Sunday, December 18, 2011

WSJ: Weekend Interview with Richard Branson


Space: The Next Business Frontier

By next Christmas the airline mogul could be ferrying paying customers outside the atmosphere—and, later, to the bottom of the ocean.


New York
'I wanted to create a spaceship where myself and my children could go into space, and our friends could go into space," exclaims billionaire CEO Richard Branson with his trademark toothy grin. Coming from someone else, this kind of talk might be considered mildly delusional. But in Mr. Branson's telling it's hard not to believe in the creativity of capitalism to better the world in ways you might not expect. Mr. Branson is in the Steve Jobs category of entrepreneurs—he believes that if he builds it, they will come.
I'm sitting with Mr. Branson in his Virgin Group's hip Bleecker Street offices, adorned with a big London Tube mural and modern art, ostensibly to talk about his new book, "Screw Business as Usual." Fine. After a long exposition from one of the world's best-known entrepreneurs on why it's okay to spend shareholder money on "the seemingly intractable problems in the world," I steer him into talking about his extreme tourism companies, Virgin Galactic and Virgin Oceanic.
[2winterkissel12]Ken Fallin
"The best ideas come from people just wanting to create, like [Google co-founder] Larry Page in his garage just wanted to create a product that he could play with, and then you go and try to make sure that you can pay the bills at the end of the month," Mr. Branson says. He's flanked by Jean Oelwang, CEO of his empire's charitable arm, Virgin Unite, who doesn't seem pleased that I'm not interested in "high-impact social investment." But Mr. Branson is on a roll. "If I'd gone to the accountants and said, could you please work out the profit and loss of starting a spaceship company—especially when we didn't even have a spaceship—they would've laughed at me."

And for good reason. Governments have long dominated space, starting with the Soviet Union's 1957 launch of Sputnik 1. The U.S. soon followed. "If they'd used just a small fraction of that money as prize money and given it to the best commercial companies, that money would've been far better spent," Mr. Branson muses. "The $10 million [Ansari] X Prize very much sparked our move into space travel," he notes, referring to the competition organized by entrepreneur Peter Diamandis and launched in 1996.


**Problem statement**
Every line below is to be copied exactly, with the pictures left out.

====== Data provided

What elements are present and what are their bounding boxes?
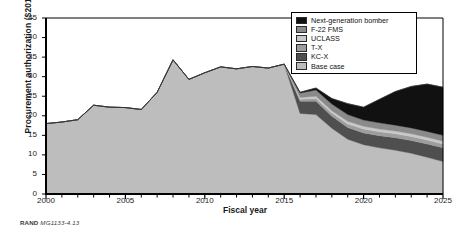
y-tick-label: 15 xyxy=(15,130,37,139)
legend-label: KC-X xyxy=(311,52,328,61)
credit-id: MG1133-4.13 xyxy=(40,219,79,226)
legend-item: UCLASS xyxy=(296,34,412,43)
legend-item: Base case xyxy=(296,61,412,70)
x-tick-label: 2025 xyxy=(423,196,453,205)
legend-label: F-22 FMS xyxy=(311,25,343,34)
chart-figure: Procurement authorization ($2011B) Fisca… xyxy=(0,0,453,241)
legend-item: F-22 FMS xyxy=(296,25,412,34)
legend-label: Next-generation bomber xyxy=(311,16,389,25)
x-tick-label: 2015 xyxy=(264,196,304,205)
y-tick-label: 35 xyxy=(15,52,37,61)
x-tick-label: 2005 xyxy=(105,196,145,205)
x-tick-label: 2010 xyxy=(185,196,225,205)
chart-legend: Next-generation bomberF-22 FMSUCLASST-XK… xyxy=(291,12,417,74)
y-tick-label: 40 xyxy=(15,32,37,41)
legend-item: KC-X xyxy=(296,52,412,61)
legend-swatch xyxy=(296,17,307,25)
legend-item: Next-generation bomber xyxy=(296,16,412,25)
x-tick-label: 2020 xyxy=(344,196,384,205)
legend-swatch xyxy=(296,35,307,43)
y-tick-label: 20 xyxy=(15,110,37,119)
y-tick-label: 25 xyxy=(15,91,37,100)
legend-swatch xyxy=(296,26,307,34)
figure-credit: RAND MG1133-4.13 xyxy=(20,219,79,226)
legend-swatch xyxy=(296,62,307,70)
legend-swatch xyxy=(296,53,307,61)
credit-prefix: RAND xyxy=(20,219,38,226)
legend-label: Base case xyxy=(311,62,345,71)
x-axis-title: Fiscal year xyxy=(40,205,450,215)
y-tick-label: 30 xyxy=(15,71,37,80)
legend-item: T-X xyxy=(296,43,412,52)
y-tick-label: 5 xyxy=(15,169,37,178)
y-tick-label: 10 xyxy=(15,149,37,158)
x-tick-label: 2000 xyxy=(26,196,66,205)
y-tick-label: 45 xyxy=(15,13,37,22)
legend-label: UCLASS xyxy=(311,34,340,43)
legend-label: T-X xyxy=(311,43,322,52)
legend-swatch xyxy=(296,44,307,52)
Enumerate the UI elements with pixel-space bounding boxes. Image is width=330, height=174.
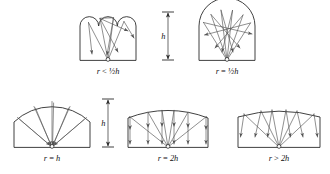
reflection-diagram: r < ½h h r = ½h [0, 0, 330, 174]
incident-rays [18, 102, 87, 148]
height-label-bottom: h [101, 119, 105, 128]
panel-r-eq-h: r = h [14, 102, 90, 164]
reflected-rays-parallel [130, 111, 206, 145]
incident-rays [89, 18, 125, 60]
panel-r-lt-half-h: r < ½h [80, 17, 136, 76]
caption-r-eq-half-h: r = ½h [216, 67, 239, 76]
mid-ray-arrowheads [128, 122, 208, 130]
height-dimension-bottom: h [101, 99, 114, 147]
source-point [166, 145, 170, 149]
source-point [225, 58, 229, 62]
caption-value: ½h [228, 67, 238, 76]
panel-r-eq-2h: r = 2h [128, 110, 208, 163]
figure-container: r < ½h h r = ½h [0, 0, 330, 174]
height-label-top: h [161, 32, 165, 41]
incident-rays [244, 110, 314, 147]
source-point [106, 58, 110, 62]
source-point [50, 145, 54, 149]
incident-rays [130, 110, 207, 147]
source-point [277, 145, 281, 149]
caption-r-lt-half-h: r < ½h [97, 67, 120, 76]
reflected-rays [204, 10, 253, 52]
panel-r-eq-half-h: r = ½h [199, 0, 255, 76]
caption-r-eq-h: r = h [44, 154, 60, 163]
height-dimension-top: h [161, 12, 174, 60]
incident-rays [204, 10, 251, 60]
caption-value: h [56, 154, 60, 163]
caption-value: ½h [109, 67, 119, 76]
room-outline-arc-gt2h [238, 111, 320, 147]
caption-value: 2h [170, 154, 178, 163]
panel-r-gt-2h: r > 2h [238, 110, 320, 163]
caption-value: 2h [281, 154, 289, 163]
caption-r-eq-2h: r = 2h [158, 154, 179, 163]
room-outline-arc-2h [128, 110, 208, 147]
caption-r-gt-2h: r > 2h [269, 154, 290, 163]
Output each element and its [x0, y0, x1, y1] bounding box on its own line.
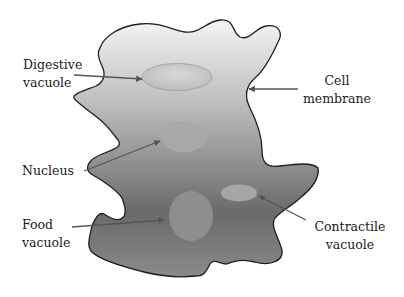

============

**Output**
What elements are present and what are their bounding boxes?
y-tick-label: 15 xyxy=(15,130,37,139)
legend-label: KC-X xyxy=(311,52,328,61)
credit-id: MG1133-4.13 xyxy=(40,219,79,226)
legend-item: UCLASS xyxy=(296,34,412,43)
legend-item: Base case xyxy=(296,61,412,70)
x-tick-label: 2025 xyxy=(423,196,453,205)
legend-label: F-22 FMS xyxy=(311,25,343,34)
chart-figure: Procurement authorization ($2011B) Fisca… xyxy=(0,0,453,241)
legend-item: F-22 FMS xyxy=(296,25,412,34)
legend-label: Next-generation bomber xyxy=(311,16,389,25)
x-tick-label: 2015 xyxy=(264,196,304,205)
y-tick-label: 35 xyxy=(15,52,37,61)
x-tick-label: 2005 xyxy=(105,196,145,205)
x-tick-label: 2010 xyxy=(185,196,225,205)
chart-legend: Next-generation bomberF-22 FMSUCLASST-XK… xyxy=(291,12,417,74)
y-tick-label: 40 xyxy=(15,32,37,41)
legend-item: KC-X xyxy=(296,52,412,61)
legend-swatch xyxy=(296,17,307,25)
legend-item: Next-generation bomber xyxy=(296,16,412,25)
x-tick-label: 2020 xyxy=(344,196,384,205)
legend-swatch xyxy=(296,35,307,43)
y-tick-label: 20 xyxy=(15,110,37,119)
y-tick-label: 25 xyxy=(15,91,37,100)
legend-swatch xyxy=(296,26,307,34)
figure-credit: RAND MG1133-4.13 xyxy=(20,219,79,226)
legend-swatch xyxy=(296,62,307,70)
legend-swatch xyxy=(296,53,307,61)
credit-prefix: RAND xyxy=(20,219,38,226)
legend-label: Base case xyxy=(311,62,345,71)
x-axis-title: Fiscal year xyxy=(40,205,450,215)
y-tick-label: 30 xyxy=(15,71,37,80)
legend-item: T-X xyxy=(296,43,412,52)
y-tick-label: 5 xyxy=(15,169,37,178)
y-tick-label: 10 xyxy=(15,149,37,158)
x-tick-label: 2000 xyxy=(26,196,66,205)
y-tick-label: 45 xyxy=(15,13,37,22)
legend-label: UCLASS xyxy=(311,34,340,43)
legend-label: T-X xyxy=(311,43,322,52)
legend-swatch xyxy=(296,44,307,52)
Enumerate the UI elements with pixel-space bounding boxes. Image is width=330, height=174.
reflection-diagram: r < ½h h r = ½h [0, 0, 330, 174]
incident-rays [18, 102, 87, 148]
height-label-bottom: h [101, 119, 105, 128]
panel-r-eq-h: r = h [14, 102, 90, 164]
reflected-rays-parallel [130, 111, 206, 145]
incident-rays [89, 18, 125, 60]
panel-r-lt-half-h: r < ½h [80, 17, 136, 76]
caption-r-eq-half-h: r = ½h [216, 67, 239, 76]
mid-ray-arrowheads [128, 122, 208, 130]
height-dimension-bottom: h [101, 99, 114, 147]
source-point [166, 145, 170, 149]
source-point [225, 58, 229, 62]
caption-value: ½h [228, 67, 238, 76]
panel-r-eq-2h: r = 2h [128, 110, 208, 163]
figure-container: r < ½h h r = ½h [0, 0, 330, 174]
height-label-top: h [161, 32, 165, 41]
incident-rays [244, 110, 314, 147]
source-point [106, 58, 110, 62]
source-point [50, 145, 54, 149]
incident-rays [130, 110, 207, 147]
source-point [277, 145, 281, 149]
caption-r-lt-half-h: r < ½h [97, 67, 120, 76]
reflected-rays [204, 10, 253, 52]
panel-r-eq-half-h: r = ½h [199, 0, 255, 76]
caption-r-eq-h: r = h [44, 154, 60, 163]
height-dimension-top: h [161, 12, 174, 60]
incident-rays [204, 10, 251, 60]
caption-value: h [56, 154, 60, 163]
caption-value: ½h [109, 67, 119, 76]
room-outline-arc-gt2h [238, 111, 320, 147]
caption-value: 2h [170, 154, 178, 163]
panel-r-gt-2h: r > 2h [238, 110, 320, 163]
caption-value: 2h [281, 154, 289, 163]
caption-r-eq-2h: r = 2h [158, 154, 179, 163]
room-outline-arc-2h [128, 110, 208, 147]
caption-r-gt-2h: r > 2h [269, 154, 290, 163]
Output each element and its [x0, y0, x1, y1] bounding box on its own line.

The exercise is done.